Our virtual reality, which invaded our existing spaces with overwhelming intensity at the turn of the 21st century, now seeks to permeate our lives more carefully, with the utmost circumspection. Step by step. As the escalating digital revolution bombarded our daily lives with an increasingly unmanageable torrent of information, introducing newer and newer functions, it has, by now, rendered itself ultimately indispensable. It has created a digital culture that generates its own values, previously unknown, through infinite and irreconcilable contradictions.
So much so that human culture has awakened in a universe never seen before.
Is it an exaggeration to claim that this material world thrust into virtuality – with the ingenuity of the human mind in the background, of course – functions as living matter in its own intangible totality? A glowing, sizzling, undulating consciousness that, in its own defence, responds to the tradition-based questions posed by human culture with elemental force. Matter? A reality beyond matter? Tradition? The medieval theologian Duns Scotus’ concept applied to virtuality? The traditional forms of art? Artistic freedom created through digital means? Self-identity? Virtual identity? And once we got this far: the unrestricted replicability of digital artworks versus the uniqueness of tangible artistic objects?
Non-fungible token.
An irreplaceable object.
The ‘digitalised’ meaning of the term, which has become widespread over the past five years, is an invention of the new millennium. It was created by the cryptoworld, founded by Satoshi Nakamoto, who remains completely unknown, and what it denotes is essentially a form of virtual content, assigned a digital identifier, and as such, unique and unrepeatable.
Yet, if we look back at the term ‘non-fungible object’ from the digital present, not just in its current context but in its traditional sense, it becomes bizarrely relevant to the entire realm of visual art. The contemporary ingenuity of its virtual metamorphosis captures something of the essence of art both before and after digitisation.
A striking change in contemporary art over the past five years is that even works created using traditional methods can no longer remain unaffected by the digital cosmos, which is racing at wind speed. This year’s National Salon of Fine Arts seeks to reflect the richness of personal responses to society’s shifts and, in doing so, to illustrate the infiltration of the emerging virtual world into traditional artistic thinking. Whether this manifests in form and/or content remains the artist’s individual decision. The exhibition seeks to reveal a worldview reflecting upon our times, where the desire to rethink tradition coexists with the so-called digital mindset underpinning the tangible creations of the material world.
To reveal all that has become inseparable from our existence as attested to by the present artworks.
The exhibition is curated by József Baksai, co-curated by György Verebes.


ASSIGNMENT
All lines in the data that hold the word "this" need copying.

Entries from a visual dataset
=======
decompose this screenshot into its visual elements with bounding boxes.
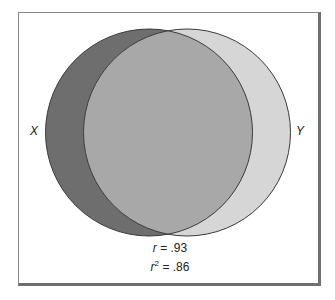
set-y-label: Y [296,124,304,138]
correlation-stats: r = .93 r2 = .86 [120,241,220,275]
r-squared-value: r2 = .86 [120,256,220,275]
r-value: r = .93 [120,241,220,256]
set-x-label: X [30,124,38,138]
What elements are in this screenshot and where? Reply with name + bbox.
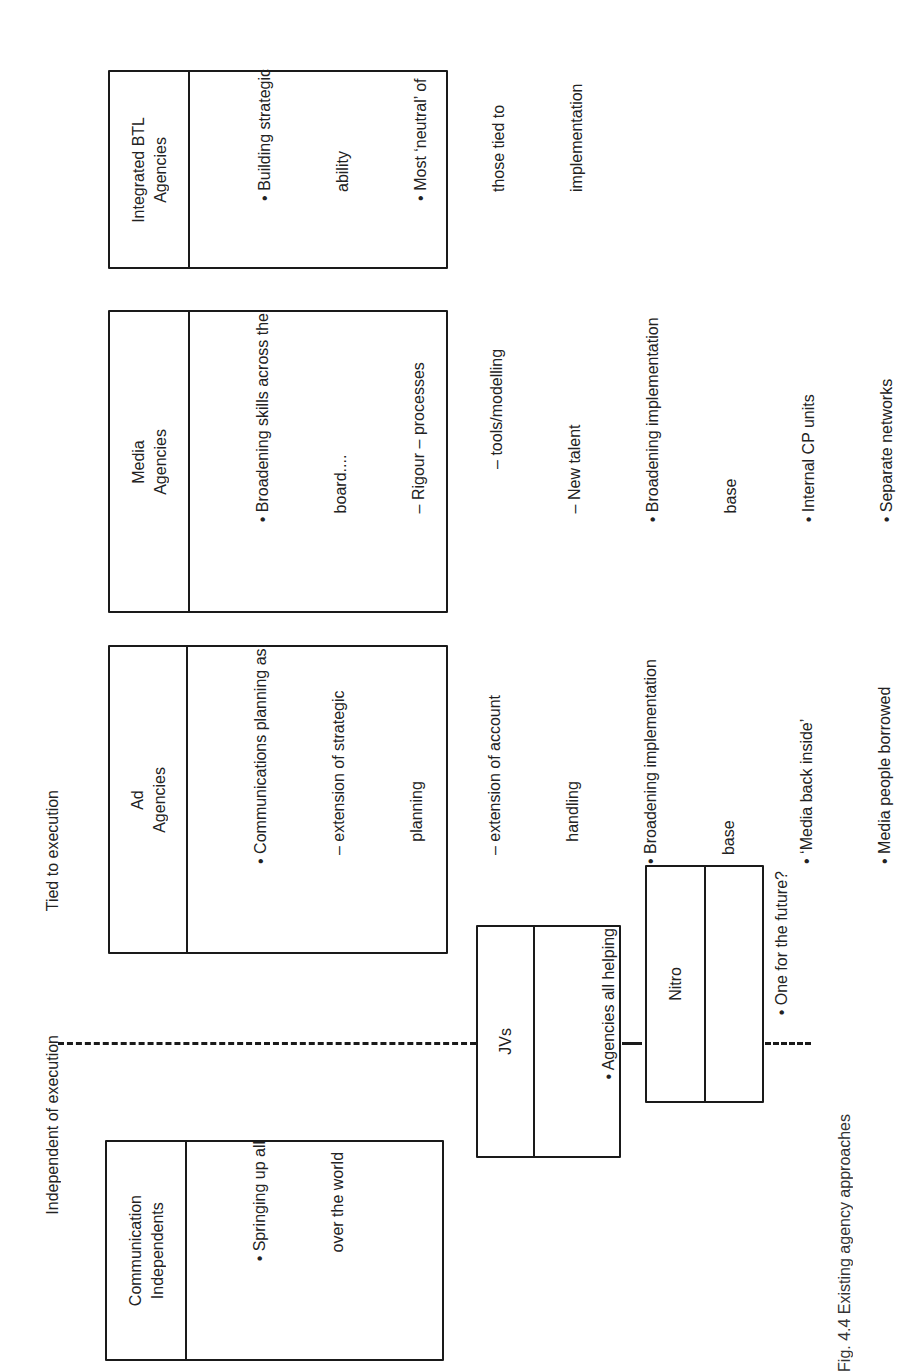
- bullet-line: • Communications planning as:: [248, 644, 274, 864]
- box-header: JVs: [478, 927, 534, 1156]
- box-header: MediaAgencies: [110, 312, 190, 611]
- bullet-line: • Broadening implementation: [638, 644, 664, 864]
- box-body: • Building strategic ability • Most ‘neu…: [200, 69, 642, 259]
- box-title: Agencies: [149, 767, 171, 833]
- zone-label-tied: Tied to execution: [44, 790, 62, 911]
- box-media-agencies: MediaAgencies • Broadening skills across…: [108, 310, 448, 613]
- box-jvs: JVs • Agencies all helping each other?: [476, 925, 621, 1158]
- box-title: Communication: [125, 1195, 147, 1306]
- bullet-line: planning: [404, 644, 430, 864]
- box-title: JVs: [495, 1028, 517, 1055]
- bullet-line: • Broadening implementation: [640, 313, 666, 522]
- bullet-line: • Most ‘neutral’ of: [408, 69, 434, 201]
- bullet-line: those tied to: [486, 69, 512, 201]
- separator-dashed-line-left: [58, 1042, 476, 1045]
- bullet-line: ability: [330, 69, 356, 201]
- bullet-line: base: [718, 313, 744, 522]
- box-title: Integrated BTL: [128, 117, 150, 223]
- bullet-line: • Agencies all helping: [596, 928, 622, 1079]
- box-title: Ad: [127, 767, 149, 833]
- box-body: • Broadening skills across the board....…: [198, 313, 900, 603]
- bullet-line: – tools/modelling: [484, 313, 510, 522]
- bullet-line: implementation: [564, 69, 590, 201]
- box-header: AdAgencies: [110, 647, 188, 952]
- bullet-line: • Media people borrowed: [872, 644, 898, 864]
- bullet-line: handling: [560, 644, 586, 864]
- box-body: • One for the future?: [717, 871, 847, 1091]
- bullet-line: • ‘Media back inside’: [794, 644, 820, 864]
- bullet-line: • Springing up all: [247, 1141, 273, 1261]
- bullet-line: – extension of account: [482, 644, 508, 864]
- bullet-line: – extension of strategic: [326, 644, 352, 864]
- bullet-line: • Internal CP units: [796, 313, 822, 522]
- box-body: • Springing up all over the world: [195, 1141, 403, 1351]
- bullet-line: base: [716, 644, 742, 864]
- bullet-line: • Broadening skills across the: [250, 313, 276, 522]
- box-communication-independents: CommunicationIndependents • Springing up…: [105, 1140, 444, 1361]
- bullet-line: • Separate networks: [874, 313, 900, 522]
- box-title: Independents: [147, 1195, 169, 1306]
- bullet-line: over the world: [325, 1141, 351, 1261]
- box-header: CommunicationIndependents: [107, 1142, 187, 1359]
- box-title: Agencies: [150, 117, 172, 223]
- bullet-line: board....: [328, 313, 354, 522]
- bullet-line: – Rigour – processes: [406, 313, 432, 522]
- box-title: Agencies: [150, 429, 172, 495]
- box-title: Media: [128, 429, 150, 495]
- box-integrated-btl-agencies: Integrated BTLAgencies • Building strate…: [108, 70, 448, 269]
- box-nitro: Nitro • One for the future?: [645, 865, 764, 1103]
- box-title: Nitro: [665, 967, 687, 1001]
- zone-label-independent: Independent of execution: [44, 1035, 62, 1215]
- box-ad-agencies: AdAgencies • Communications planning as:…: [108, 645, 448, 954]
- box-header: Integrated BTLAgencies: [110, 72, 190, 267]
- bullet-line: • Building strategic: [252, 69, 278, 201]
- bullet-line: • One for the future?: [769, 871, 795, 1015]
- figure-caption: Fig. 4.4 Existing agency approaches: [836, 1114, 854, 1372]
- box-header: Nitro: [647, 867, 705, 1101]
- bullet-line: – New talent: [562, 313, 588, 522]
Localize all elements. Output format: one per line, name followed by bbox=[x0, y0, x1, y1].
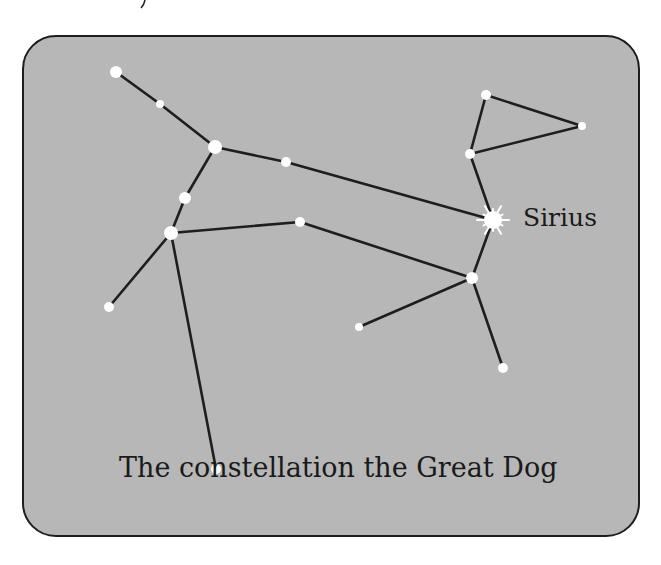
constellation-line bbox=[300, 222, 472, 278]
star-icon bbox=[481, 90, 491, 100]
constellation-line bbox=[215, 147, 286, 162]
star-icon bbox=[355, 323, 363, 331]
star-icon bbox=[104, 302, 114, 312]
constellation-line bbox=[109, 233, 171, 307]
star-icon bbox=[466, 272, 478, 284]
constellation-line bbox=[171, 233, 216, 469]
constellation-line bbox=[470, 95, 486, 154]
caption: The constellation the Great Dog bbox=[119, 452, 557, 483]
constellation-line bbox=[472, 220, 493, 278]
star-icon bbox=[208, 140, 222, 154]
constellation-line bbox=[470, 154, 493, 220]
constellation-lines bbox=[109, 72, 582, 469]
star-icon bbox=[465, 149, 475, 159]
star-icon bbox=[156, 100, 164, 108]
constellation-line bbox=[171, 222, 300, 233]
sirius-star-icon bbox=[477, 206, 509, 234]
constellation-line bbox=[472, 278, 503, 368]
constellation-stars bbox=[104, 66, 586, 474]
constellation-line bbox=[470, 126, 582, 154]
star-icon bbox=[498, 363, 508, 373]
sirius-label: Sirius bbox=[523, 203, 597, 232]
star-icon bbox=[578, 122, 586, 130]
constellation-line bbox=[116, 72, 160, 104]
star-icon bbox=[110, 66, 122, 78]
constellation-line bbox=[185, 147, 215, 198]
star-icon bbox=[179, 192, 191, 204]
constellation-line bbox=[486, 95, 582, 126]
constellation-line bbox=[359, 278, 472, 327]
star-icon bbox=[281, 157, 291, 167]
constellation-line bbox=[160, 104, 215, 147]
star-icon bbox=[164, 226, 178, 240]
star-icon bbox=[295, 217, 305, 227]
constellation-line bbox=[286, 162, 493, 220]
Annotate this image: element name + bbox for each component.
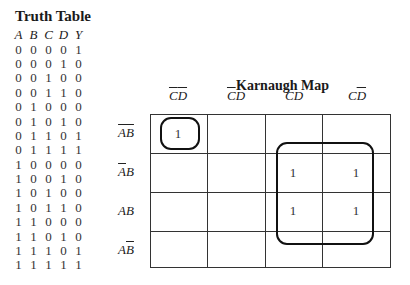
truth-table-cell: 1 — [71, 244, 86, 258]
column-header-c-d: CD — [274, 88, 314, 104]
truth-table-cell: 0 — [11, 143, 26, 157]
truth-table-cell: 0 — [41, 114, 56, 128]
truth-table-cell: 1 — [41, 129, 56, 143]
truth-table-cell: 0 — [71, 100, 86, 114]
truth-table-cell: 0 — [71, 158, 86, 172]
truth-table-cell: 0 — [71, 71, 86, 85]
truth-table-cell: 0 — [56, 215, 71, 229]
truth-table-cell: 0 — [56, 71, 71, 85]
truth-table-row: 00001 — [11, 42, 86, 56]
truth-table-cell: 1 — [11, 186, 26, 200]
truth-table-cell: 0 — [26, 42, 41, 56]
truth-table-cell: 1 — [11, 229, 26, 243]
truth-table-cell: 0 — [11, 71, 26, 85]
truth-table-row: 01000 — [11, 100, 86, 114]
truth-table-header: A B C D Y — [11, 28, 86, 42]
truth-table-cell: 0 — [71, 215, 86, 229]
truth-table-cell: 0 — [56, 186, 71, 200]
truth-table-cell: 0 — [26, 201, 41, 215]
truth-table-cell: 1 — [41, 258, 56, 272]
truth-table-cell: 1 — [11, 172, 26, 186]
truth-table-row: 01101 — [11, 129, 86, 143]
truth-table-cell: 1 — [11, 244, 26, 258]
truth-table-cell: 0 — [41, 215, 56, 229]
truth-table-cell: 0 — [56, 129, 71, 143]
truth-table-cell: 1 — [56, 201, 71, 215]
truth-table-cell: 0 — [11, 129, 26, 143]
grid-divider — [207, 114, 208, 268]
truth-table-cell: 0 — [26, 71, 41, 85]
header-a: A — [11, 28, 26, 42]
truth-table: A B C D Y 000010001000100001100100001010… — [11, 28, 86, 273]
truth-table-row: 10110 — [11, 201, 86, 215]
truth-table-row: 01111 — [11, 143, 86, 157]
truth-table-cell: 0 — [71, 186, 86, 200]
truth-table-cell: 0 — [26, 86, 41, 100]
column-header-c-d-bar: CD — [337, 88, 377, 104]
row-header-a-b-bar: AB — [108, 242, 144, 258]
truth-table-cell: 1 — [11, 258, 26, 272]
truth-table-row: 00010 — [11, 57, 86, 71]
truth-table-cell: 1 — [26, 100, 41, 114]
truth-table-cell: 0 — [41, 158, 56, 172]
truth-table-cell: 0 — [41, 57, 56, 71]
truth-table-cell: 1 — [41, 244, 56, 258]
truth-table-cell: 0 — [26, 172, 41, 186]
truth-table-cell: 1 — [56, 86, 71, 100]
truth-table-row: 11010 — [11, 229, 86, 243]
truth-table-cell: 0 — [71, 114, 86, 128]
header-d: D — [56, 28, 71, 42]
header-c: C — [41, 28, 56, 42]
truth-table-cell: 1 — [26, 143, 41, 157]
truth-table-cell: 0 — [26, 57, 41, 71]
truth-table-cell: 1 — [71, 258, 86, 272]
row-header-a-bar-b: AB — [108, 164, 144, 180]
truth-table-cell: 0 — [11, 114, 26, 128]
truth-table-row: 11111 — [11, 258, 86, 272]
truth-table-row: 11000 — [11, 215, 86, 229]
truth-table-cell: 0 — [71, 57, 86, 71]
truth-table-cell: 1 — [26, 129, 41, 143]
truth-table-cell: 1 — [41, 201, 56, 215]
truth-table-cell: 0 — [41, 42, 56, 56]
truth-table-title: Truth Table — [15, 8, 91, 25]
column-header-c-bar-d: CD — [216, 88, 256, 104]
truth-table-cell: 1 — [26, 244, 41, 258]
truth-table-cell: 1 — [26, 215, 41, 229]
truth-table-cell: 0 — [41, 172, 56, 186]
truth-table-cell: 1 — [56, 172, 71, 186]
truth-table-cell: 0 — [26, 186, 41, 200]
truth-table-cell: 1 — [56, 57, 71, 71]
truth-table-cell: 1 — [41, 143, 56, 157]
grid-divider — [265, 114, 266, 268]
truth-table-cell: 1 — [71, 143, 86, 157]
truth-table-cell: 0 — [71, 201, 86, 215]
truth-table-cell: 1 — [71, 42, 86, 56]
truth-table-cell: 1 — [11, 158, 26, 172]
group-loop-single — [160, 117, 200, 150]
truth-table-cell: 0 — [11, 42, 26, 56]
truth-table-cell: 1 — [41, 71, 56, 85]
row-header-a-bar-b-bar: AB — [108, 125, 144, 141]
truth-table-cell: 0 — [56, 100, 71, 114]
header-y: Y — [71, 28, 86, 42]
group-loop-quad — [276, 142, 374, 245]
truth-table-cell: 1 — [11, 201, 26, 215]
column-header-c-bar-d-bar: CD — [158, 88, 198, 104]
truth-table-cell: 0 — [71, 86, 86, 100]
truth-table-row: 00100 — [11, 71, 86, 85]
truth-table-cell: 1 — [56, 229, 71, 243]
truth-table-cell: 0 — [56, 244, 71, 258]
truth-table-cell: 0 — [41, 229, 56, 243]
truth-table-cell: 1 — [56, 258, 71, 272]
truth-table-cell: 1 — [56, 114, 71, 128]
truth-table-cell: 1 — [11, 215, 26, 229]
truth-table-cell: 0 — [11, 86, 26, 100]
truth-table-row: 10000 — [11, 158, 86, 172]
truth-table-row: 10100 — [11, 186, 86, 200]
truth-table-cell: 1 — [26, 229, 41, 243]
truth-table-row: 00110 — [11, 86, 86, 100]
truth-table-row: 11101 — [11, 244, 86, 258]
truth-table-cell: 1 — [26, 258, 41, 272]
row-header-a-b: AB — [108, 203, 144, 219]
=======
SOLUTION TO THE EXERCISE
decompose this screenshot into its visual elements with bounding boxes.
What elements are in this screenshot and where? Reply with name + bbox.
Annotate this image: element name + bbox for each component.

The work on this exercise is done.